If DML is executed on multiple nodes concurrently, then potential conflicts might occur if executing with asynchronous replication. You must either handle these or avoid them. Various avoidance mechanisms are possible, discussed in Conflicts.
Sequences
Sequences need special handling, described in Sequences. This is because in a cluster, sequences must be global to avoid nodes creating conflicting values. Global sequences are available with global locking to ensure integrity.
Binary objects
Binary data in BYTEA columns is replicated normally, allowing "blobs" of data up to 1 GB. Use of the PostgreSQL "large object" facility isn't supported in PGD.
Rules
Rules execute only on the origin node so aren't executed during apply, even if they're enabled for replicas.
Base tables only
Replication is possible only from base tables to base tables. That is, the tables on the source and target on the subscription side must be tables, not views, materialized views, or foreign tables. Attempts to replicate tables other than base tables result in an error. DML changes that are made through updatable views are resolved to base tables on the origin and then applied to the same base table name on the target.
Partitioned tables
PGD supports partitioned tables transparently, meaning that you can add a partitioned table to a replication set and changes that involve any of the partitions are replicated downstream.
Triggers
By default, triggers execute only on the origin node. For example, an INSERT
trigger executes on the origin node and is ignored when you apply the change on
the target node. You can specify for triggers to execute on both the origin node
at execution time and on the target when it's replicated ("apply time") by using
ALTER TABLE ... ENABLE ALWAYS TRIGGER
. Or, use the REPLICA
option to execute
only at apply time: ALTER TABLE ... ENABLE REPLICA TRIGGER
.
Some types of trigger aren't executed on apply, even if they exist on a table and are currently enabled. Trigger types not executed are:
- Statement-level triggers (
FOR EACH STATEMENT
) - Per-column UPDATE triggers (
UPDATE OF column_name [, ...]
)
PGD replication apply uses the system-level default search_path. Replica triggers, stream triggers, and index expression functions can assume other search_path settings that then fail when they execute on apply. To prevent this from occurring, use any of these techniques:
- Resolve object references clearly using only the default search_path.

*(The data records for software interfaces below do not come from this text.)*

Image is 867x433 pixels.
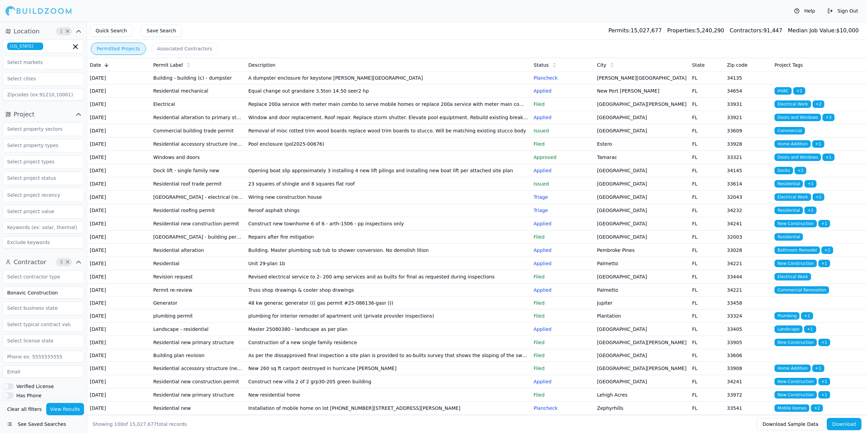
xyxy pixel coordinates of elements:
[246,270,531,283] td: Revised electrical service to 2- 200 amp services and as builts for final as requested during ins...
[775,339,817,346] span: New Construction
[594,164,690,177] td: [GEOGRAPHIC_DATA]
[3,418,84,430] button: See Saved Searches
[90,24,133,37] button: Quick Search
[150,137,246,151] td: Residential accessory structure (new addition or remodel)
[246,137,531,151] td: Pool enclosure (pol2025-00676)
[690,297,725,309] td: FL
[534,75,592,81] p: Plancheck
[246,349,531,362] td: As per the dissapproved final inspection a site plan is provided to as-builts survey that shows t...
[805,207,817,214] span: + 1
[805,180,817,187] span: + 1
[3,139,75,151] input: Select property types
[150,362,246,375] td: Residential accessory structure (new addition or remodel)
[87,137,150,151] td: [DATE]
[87,98,150,111] td: [DATE]
[690,257,725,270] td: FL
[534,286,592,293] p: Applied
[775,325,803,333] span: Landscape
[87,257,150,270] td: [DATE]
[534,365,592,372] p: Filed
[594,230,690,244] td: [GEOGRAPHIC_DATA]
[775,364,811,372] span: Home Addition
[534,154,592,161] p: Approved
[690,217,725,230] td: FL
[594,388,690,401] td: Lehigh Acres
[87,388,150,401] td: [DATE]
[594,191,690,204] td: [GEOGRAPHIC_DATA]
[7,43,43,50] span: [US_STATE]
[725,257,772,270] td: 34221
[246,362,531,375] td: New 260 sq ft carport destroyed in hurricane [PERSON_NAME]
[3,270,75,283] input: Select contractor type
[150,375,246,388] td: Residential new construction permit
[594,111,690,124] td: [GEOGRAPHIC_DATA]
[246,336,531,349] td: Construction of a new single family residence
[594,323,690,336] td: [GEOGRAPHIC_DATA]
[46,403,84,415] button: View Results
[594,137,690,151] td: Estero
[690,164,725,177] td: FL
[725,111,772,124] td: 33921
[3,365,84,378] input: Email
[534,141,592,147] p: Filed
[246,217,531,230] td: Construct new townhome 6 of 6 - arth-1506 - pp inspections only
[812,364,825,372] span: + 1
[791,5,819,16] button: Help
[534,378,592,385] p: Applied
[534,87,592,94] p: Applied
[594,309,690,323] td: Plantation
[594,401,690,415] td: Zephyrhills
[819,260,831,267] span: + 1
[788,27,836,34] span: Median Job Value:
[246,230,531,244] td: Repairs after fire mitigation
[534,405,592,411] p: Plancheck
[3,56,75,68] input: Select markets
[594,362,690,375] td: [GEOGRAPHIC_DATA][PERSON_NAME]
[3,302,75,314] input: Select business state
[725,362,772,375] td: 33908
[151,43,218,55] button: Associated Contractors
[3,72,75,85] input: Select cities
[690,388,725,401] td: FL
[775,180,803,187] span: Residential
[594,98,690,111] td: [GEOGRAPHIC_DATA][PERSON_NAME]
[725,72,772,84] td: 34135
[3,205,75,217] input: Select project value
[725,349,772,362] td: 33606
[58,259,65,265] span: 3
[150,217,246,230] td: Residential new construction permit
[690,111,725,124] td: FL
[690,72,725,84] td: FL
[14,27,39,36] span: Location
[87,349,150,362] td: [DATE]
[775,193,811,201] span: Electrical Work
[775,87,792,95] span: HVAC
[3,334,75,347] input: Select license state
[16,384,54,389] label: Verified License
[725,283,772,297] td: 34221
[150,191,246,204] td: [GEOGRAPHIC_DATA] - electrical (residential) - new construction
[246,244,531,257] td: Building. Master plumbing sub tub to shower conversion. No demolish lition
[87,336,150,349] td: [DATE]
[16,393,42,398] label: Has Phone
[594,257,690,270] td: Palmetto
[690,204,725,217] td: FL
[65,30,70,33] span: Clear Location filters
[150,323,246,336] td: Landscape - residential
[819,378,831,385] span: + 1
[87,230,150,244] td: [DATE]
[690,270,725,283] td: FL
[594,297,690,309] td: Jupiter
[725,336,772,349] td: 33905
[775,246,820,254] span: Bathroom Remodel
[725,84,772,98] td: 34654
[801,312,814,319] span: + 1
[668,27,725,35] div: 5,240,290
[594,244,690,257] td: Pembroke Pines
[725,204,772,217] td: 34232
[725,217,772,230] td: 34241
[811,404,823,412] span: + 2
[812,140,825,148] span: + 1
[775,114,821,121] span: Doors and Windows
[246,283,531,297] td: Truss shop drawings & cooler shop drawings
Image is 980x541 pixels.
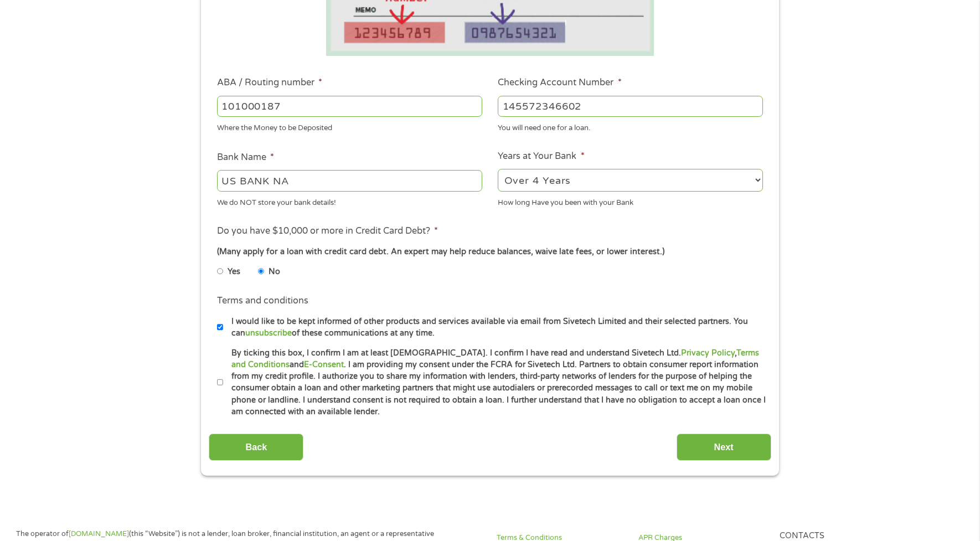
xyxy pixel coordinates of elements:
label: Years at Your Bank [498,151,584,162]
input: Back [208,434,304,461]
a: Privacy Policy [681,348,735,358]
label: Checking Account Number [498,77,621,89]
input: Next [676,434,772,461]
label: Do you have $10,000 or more in Credit Card Debt? [217,225,438,237]
div: You will need one for a loan. [498,119,763,134]
a: E-Consent [304,360,344,369]
input: 345634636 [498,96,763,117]
a: Terms and Conditions [231,348,759,369]
a: unsubscribe [245,328,292,338]
div: (Many apply for a loan with credit card debt. An expert may help reduce balances, waive late fees... [217,246,763,258]
label: ABA / Routing number [217,77,322,89]
input: 263177916 [217,96,482,117]
label: Terms and conditions [217,295,309,307]
label: By ticking this box, I confirm I am at least [DEMOGRAPHIC_DATA]. I confirm I have read and unders... [223,347,767,418]
label: I would like to be kept informed of other products and services available via email from Sivetech... [223,316,767,340]
label: Bank Name [217,151,274,163]
a: [DOMAIN_NAME] [69,529,129,538]
div: How long Have you been with your Bank [498,193,763,208]
div: We do NOT store your bank details! [217,193,482,208]
label: No [268,266,280,278]
div: Where the Money to be Deposited [217,119,482,134]
label: Yes [228,266,240,278]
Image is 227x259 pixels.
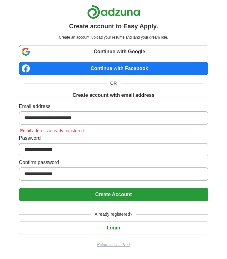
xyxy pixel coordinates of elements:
p: Create an account, upload your resume and land your dream role. [20,35,207,40]
a: Return to job advert [19,242,208,247]
h1: Create account with email address [72,91,154,99]
a: Login [19,225,208,230]
label: Email address [19,103,208,110]
span: Already registered? [91,211,136,217]
label: Password [19,134,208,142]
span: OR [106,80,120,86]
h1: Create account to Easy Apply. [69,21,158,31]
span: Email address already registered. [19,128,86,133]
button: Login [19,221,208,234]
a: Continue with Google [19,45,208,58]
a: Continue with Facebook [19,62,208,75]
img: Adzuna logo [87,5,140,19]
label: Confirm password [19,159,208,166]
button: Create Account [19,188,208,201]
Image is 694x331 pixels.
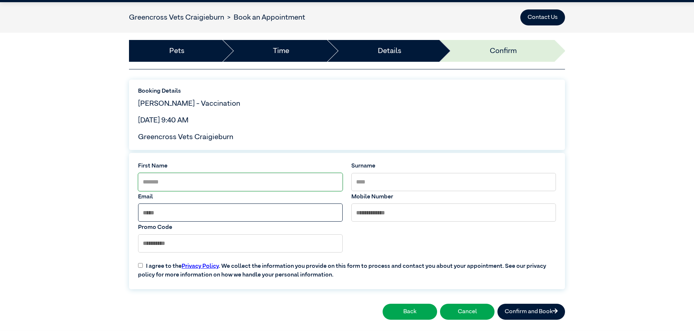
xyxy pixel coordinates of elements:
[138,100,240,107] span: [PERSON_NAME] - Vaccination
[352,193,556,201] label: Mobile Number
[182,264,219,269] a: Privacy Policy
[352,162,556,170] label: Surname
[521,9,565,25] button: Contact Us
[138,162,343,170] label: First Name
[169,45,185,56] a: Pets
[129,12,305,23] nav: breadcrumb
[138,223,343,232] label: Promo Code
[273,45,289,56] a: Time
[383,304,437,320] button: Back
[224,12,305,23] li: Book an Appointment
[498,304,565,320] button: Confirm and Book
[134,256,561,280] label: I agree to the . We collect the information you provide on this form to process and contact you a...
[138,263,143,268] input: I agree to thePrivacy Policy. We collect the information you provide on this form to process and ...
[378,45,402,56] a: Details
[138,133,233,141] span: Greencross Vets Craigieburn
[440,304,495,320] button: Cancel
[138,193,343,201] label: Email
[129,14,224,21] a: Greencross Vets Craigieburn
[138,87,556,96] label: Booking Details
[138,117,189,124] span: [DATE] 9:40 AM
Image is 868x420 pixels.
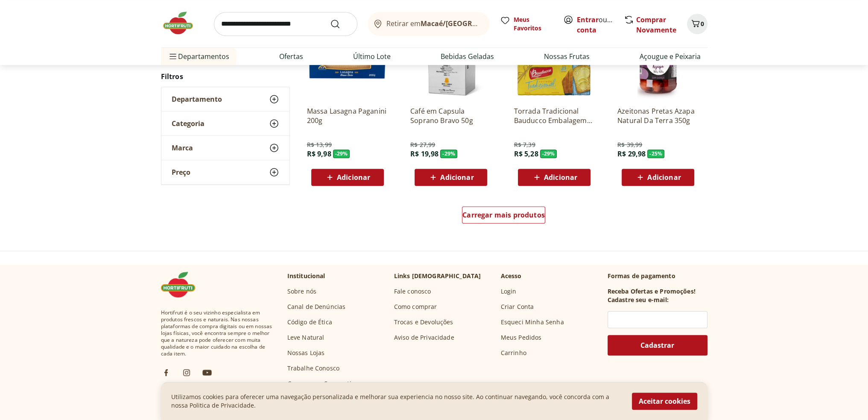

- Always use fully qualified references to objects, for example,
schema.objectname
. - Set the search path for a function using
ALTER FUNCTION ... SET search_path = ...
for the functions affected.
PGD assumes that there are no issues related to text or other collatable datatypes, that is, all collations in use are available on all nodes, and the default collation is the same on all nodes. Replicating changes uses equality searches to locate Replica Identity values, so this does't have any effect except where unique indexes are explicitly defined with nonmatching collation qualifiers. Row filters might be affected by differences in collations if collatable expressions were used.
Toast
PGD handling of very long "toasted" data in PostgreSQL is transparent to the user. The TOAST "chunkid" values likely differ between the same row on different nodes, but that doesn't cause any problems.
Other restrictions
PGD can't work correctly if Replica Identity columns are marked as external.
PostgreSQL allows CHECK() constraints that contain volatile functions. Since PGD reexecutes CHECK() constraints on apply, any subsequent reexecution that doesn't return the same result as before causes data divergence.
PGD doesn't restrict the use of foreign keys. Cascading FKs are allowed.